I pray many times daily, have given my life over to God since I was young but never expected this to be part of it. Some reason it has been part of our lives, I still don't know, guess nobody is immune to addiction in the family anyway. "Detaching with Love" is my hardest goal but I will do it. These Naranon Steps have helped many other people so there's no reason for me not to do them. Just getting going has been hard, You all give me hope. Thank you.
I'm struggling with this very thing! My daughter is addicted to heroin (and likely other things), and has other mental illnesses as well. She made it through rehab, and the first 30 days in a recovery home, but lost her place over bad communication and not being reliable about reporting her whereabouts and returning the house mother's calls. Now she's with me. 67 days sober, 7 with me, and she used, then tried to OD. It didn't come close to "working" and she then got in an accident with no injuries. 5 days in the hospital to get her detoxed and otherwise medically stable, four days in patient to get her medications adjusted, and out she was again – living with me because she has no where else to go. I learned today that it didn't take a week for her to use again. 🙁
I can't sleep til she's home (I haven't given her a key to the house – I just moved here, and she's staying in the guest room). She is up all night stepping outside for a cigarette, and I hear the door open and close, and wake and wait til she comes back in before I can really go to sleep again. Poof – my life is unmanageable again.
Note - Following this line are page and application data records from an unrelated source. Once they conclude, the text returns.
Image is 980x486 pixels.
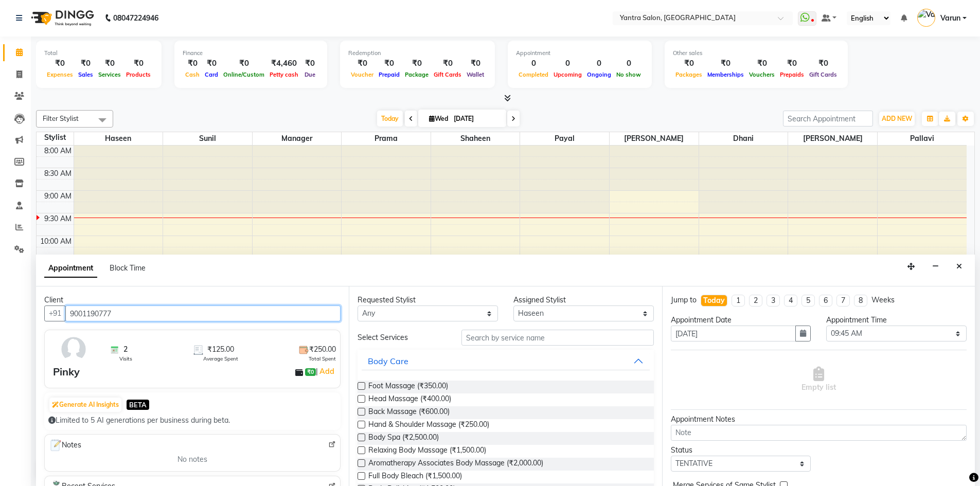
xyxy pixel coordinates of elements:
[879,112,914,126] button: ADD NEW
[377,111,403,126] span: Today
[357,295,498,306] div: Requested Stylist
[951,259,966,275] button: Close
[819,295,832,306] li: 6
[42,213,74,224] div: 9:30 AM
[124,58,154,70] div: ₹0
[402,58,431,70] div: ₹0
[44,71,75,78] span: Expenses
[124,344,128,355] span: 2
[348,71,376,78] span: Voucher
[610,132,698,145] span: [PERSON_NAME]
[267,71,301,78] span: Petty cash
[203,355,238,362] span: Average Spent
[318,365,336,377] a: Add
[302,71,318,78] span: Due
[882,115,912,122] span: ADD NEW
[584,58,614,70] div: 0
[119,355,132,362] span: Visits
[783,111,873,126] input: Search Appointment
[878,132,966,145] span: Pallavi
[520,132,609,145] span: Payal
[124,71,154,78] span: Products
[75,71,96,78] span: Sales
[671,325,796,342] input: yyyy-mm-dd
[777,58,806,70] div: ₹0
[461,330,654,345] input: Search by service name
[731,295,745,306] li: 1
[126,399,149,409] span: BETA
[368,432,439,445] span: Body Spa (₹2,500.00)
[350,332,454,343] div: Select Services
[917,8,935,27] img: Varun
[44,306,66,321] button: +91
[749,295,762,306] li: 2
[464,58,487,70] div: ₹0
[42,146,74,156] div: 8:00 AM
[368,470,462,483] span: Full Body Bleach (₹1,500.00)
[342,132,431,145] span: Prama
[183,49,319,58] div: Finance
[65,306,340,321] input: Search by Name/Mobile/Email/Code
[426,115,450,122] span: Wed
[551,71,584,78] span: Upcoming
[376,71,402,78] span: Prepaid
[806,71,839,78] span: Gift Cards
[584,71,614,78] span: Ongoing
[699,132,788,145] span: Dhani
[802,295,815,306] li: 5
[871,295,895,306] div: Weeks
[368,419,489,432] span: Hand & Shoulder Massage (₹250.00)
[49,398,122,412] button: Generate AI Insights
[49,439,81,452] span: Notes
[516,49,644,58] div: Appointment
[42,191,74,202] div: 9:00 AM
[431,71,464,78] span: Gift Cards
[43,114,79,122] span: Filter Stylist
[96,58,124,70] div: ₹0
[767,295,780,306] li: 3
[614,58,644,70] div: 0
[746,71,777,78] span: Vouchers
[75,58,96,70] div: ₹0
[44,295,340,306] div: Client
[309,344,336,355] span: ₹250.00
[940,13,960,23] span: Varun
[202,58,221,70] div: ₹0
[221,58,267,70] div: ₹0
[74,132,163,145] span: Haseen
[431,132,520,145] span: Shaheen
[305,368,316,377] span: ₹0
[308,355,336,362] span: Total Spent
[38,236,74,247] div: 10:00 AM
[854,295,867,306] li: 8
[36,132,74,143] div: Stylist
[551,58,584,70] div: 0
[671,295,696,306] div: Jump to
[368,355,409,367] div: Body Care
[348,58,376,70] div: ₹0
[431,58,464,70] div: ₹0
[59,334,88,364] img: avatar
[671,445,811,455] div: Status
[48,415,336,425] div: Limited to 5 AI generations per business during beta.
[516,58,551,70] div: 0
[96,71,124,78] span: Services
[802,367,836,393] span: Empty list
[705,58,746,70] div: ₹0
[26,4,97,33] img: logo
[267,58,301,70] div: ₹4,460
[53,364,80,379] div: Pinky
[673,58,705,70] div: ₹0
[183,58,202,70] div: ₹0
[836,295,850,306] li: 7
[703,295,725,306] div: Today
[163,132,252,145] span: Sunil
[402,71,431,78] span: Package
[746,58,777,70] div: ₹0
[784,295,797,306] li: 4
[113,4,158,33] b: 08047224946
[673,49,839,58] div: Other sales
[368,457,543,470] span: Aromatherapy Associates Body Massage (₹2,000.00)
[183,71,202,78] span: Cash
[788,132,877,145] span: [PERSON_NAME]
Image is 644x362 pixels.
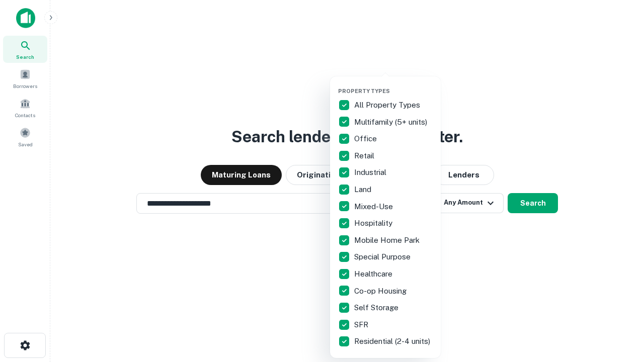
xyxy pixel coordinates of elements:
p: Land [354,183,373,196]
p: Mixed-Use [354,201,395,212]
p: Self Storage [354,302,400,314]
p: Co-op Housing [354,285,409,297]
p: Retail [354,150,376,162]
iframe: Chat Widget [594,281,644,330]
p: Hospitality [354,217,395,230]
p: Office [354,133,379,145]
p: Industrial [354,166,389,179]
p: Special Purpose [354,251,413,263]
p: Residential (2-4 units) [354,335,432,348]
p: Healthcare [354,268,395,280]
p: All Property Types [354,99,422,111]
p: Mobile Home Park [354,234,422,246]
span: Property Types [338,88,390,94]
p: Multifamily (5+ units) [354,116,429,128]
p: SFR [354,319,371,331]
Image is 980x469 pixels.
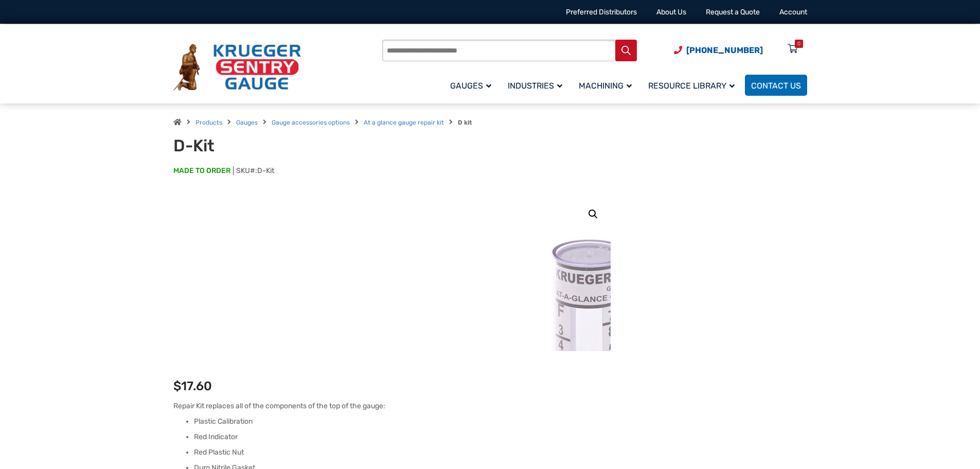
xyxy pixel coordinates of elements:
strong: D kit [458,119,473,126]
a: Account [780,8,808,16]
span: Industries [508,81,563,91]
a: Products [196,119,223,126]
a: Preferred Distributors [566,8,637,16]
a: Industries [502,73,573,97]
a: Phone Number (920) 434-8860 [674,43,764,57]
span: Resource Library [649,81,735,91]
span: D-Kit [258,166,274,175]
li: Red Plastic Nut [194,447,808,458]
a: Machining [573,73,642,97]
a: Gauges [444,73,502,97]
a: At a glance gauge repair kit [364,119,444,126]
a: Resource Library [642,73,745,97]
li: Red Indicator [194,432,808,443]
bdi: 17.60 [174,379,212,394]
span: Machining [579,81,632,91]
h1: D-Kit [174,136,427,155]
div: 0 [798,40,801,48]
span: [PHONE_NUMBER] [687,45,764,55]
p: Repair Kit replaces all of the components of the top of the gauge: [174,401,808,412]
span: SKU#: [233,166,274,175]
span: $ [174,379,181,394]
img: Krueger Sentry Gauge [174,43,301,91]
a: View full-screen image gallery [584,205,603,224]
a: Gauge accessories options [272,119,350,126]
a: About Us [656,8,687,16]
span: Gauges [450,81,491,91]
li: Plastic Calibration [194,417,808,427]
a: Request a Quote [706,8,760,16]
a: Gauges [236,119,258,126]
a: Contact Us [745,75,808,96]
span: Contact Us [751,81,802,91]
span: MADE TO ORDER [174,166,230,176]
We talked today about what I need from her to live here at least through Christmas, but we're going to have to find her another safe place to live. I just don't know if I can pull the plug and throw her out if I catch her using in my house, or stealing from me (she hasn't since she's been here this time, but she did previously). It's below freezing out there, and I feel like throwing her out is just guaranteeing that she'll use again, and probably triggering her to try to commit suicide again. So – it feels like evicting her is killing her. But living with her is killing me.
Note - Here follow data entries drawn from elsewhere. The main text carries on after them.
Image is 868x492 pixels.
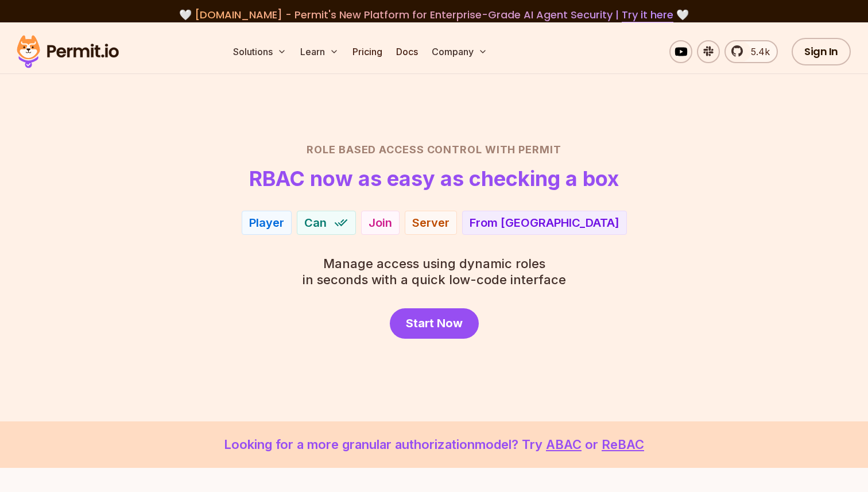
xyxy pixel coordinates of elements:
[32,142,836,158] h2: Role Based Access Control
[194,7,673,22] span: [DOMAIN_NAME] - Permit's New Platform for Enterprise-Grade AI Agent Security |
[28,7,840,23] div: 🤍 🤍
[724,40,778,63] a: 5.4k
[406,315,462,332] span: Start Now
[303,256,566,272] span: Manage access using dynamic roles
[303,256,566,288] p: in seconds with a quick low-code interface
[304,215,327,231] span: Can
[348,40,387,63] a: Pricing
[601,437,644,452] a: ReBAC
[485,142,561,158] span: with Permit
[368,215,392,231] div: Join
[28,435,840,454] p: Looking for a more granular authorization model? Try or
[296,40,343,63] button: Learn
[622,7,673,22] a: Try it here
[249,215,284,231] div: Player
[249,167,619,190] h1: RBAC now as easy as checking a box
[389,308,479,339] a: Start Now
[470,215,619,231] div: From [GEOGRAPHIC_DATA]
[412,215,449,231] div: Server
[391,40,422,63] a: Docs
[11,32,124,71] img: Permit logo
[546,437,581,452] a: ABAC
[744,45,770,59] span: 5.4k
[229,40,291,63] button: Solutions
[791,38,851,65] a: Sign In
[427,40,492,63] button: Company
I was reminded that I cannot let me being okay depend on someone else doing or not doing something. But I don't know how to be okay with her living here, and I don't know how to be okay sending her out when she has no job and no other home.
I'm back at steps one, two and three – my life has become unmanageable, and I need to turn it over to a power greater than me who can restore me to sanity. I'm praying that a space opens up in the long term dual diagnosis program that her counselor is recommending.